Richard Burton received a BS in astrophysics from Indiana University in 1989 and an MS in astrophysics from the University of Colorado at Boulder in 1992. His thesis was on the effects of binarity and chromospheric activity on far-ultraviolet emission in late-type stars. After taking on many odd jobs in search of better employment in a depressed economy, Mr. Burton joined HEASARC in January 1994 and is responsible for the development and enhancement of analysis software and for the support and maintenance of the XANADU software package.

Eric Lufkin earned a B.S. in Astrophysics at the University of Minnesota in 1985, and a PhD in Astronomy at the University of Virginia in 1991. From there he went to the University of Alabama to spend two years as a Postdoctoral Research Fellow.
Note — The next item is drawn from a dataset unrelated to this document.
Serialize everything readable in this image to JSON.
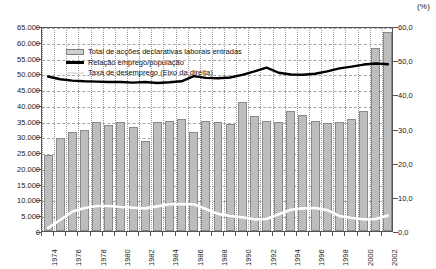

Most of his previous work has been theoretical in nature, concentrating on supercomputer simulations of gas dynamics in clusters of galaxies, with a special interest in gamma ray bursts. Since joining the HEASARC, he has been working on providing FITS interfaces for XANADU timing analysis software.

Alan Richmond is a Principal Systems Engineer with the HEASARC. His task is to provide access methods to the resources of HEASARC. This is being built on the World-Wide Web. He has formerly built software - especially user interfaces - for several international scientific research projects. This software allows materials physicists to fry frogs legs with synchrotron radiation in France, lets billions of astronomers throughout the galaxy input proposals for usage of the Hubble Space Telescope (and access the observation catalogs), enables European plasma physicists to bring closer the day when we can get unlimited energy from seawater,and monitors nuclear power stations in Belgium. He has published over 10 papers in a number of obscure journals.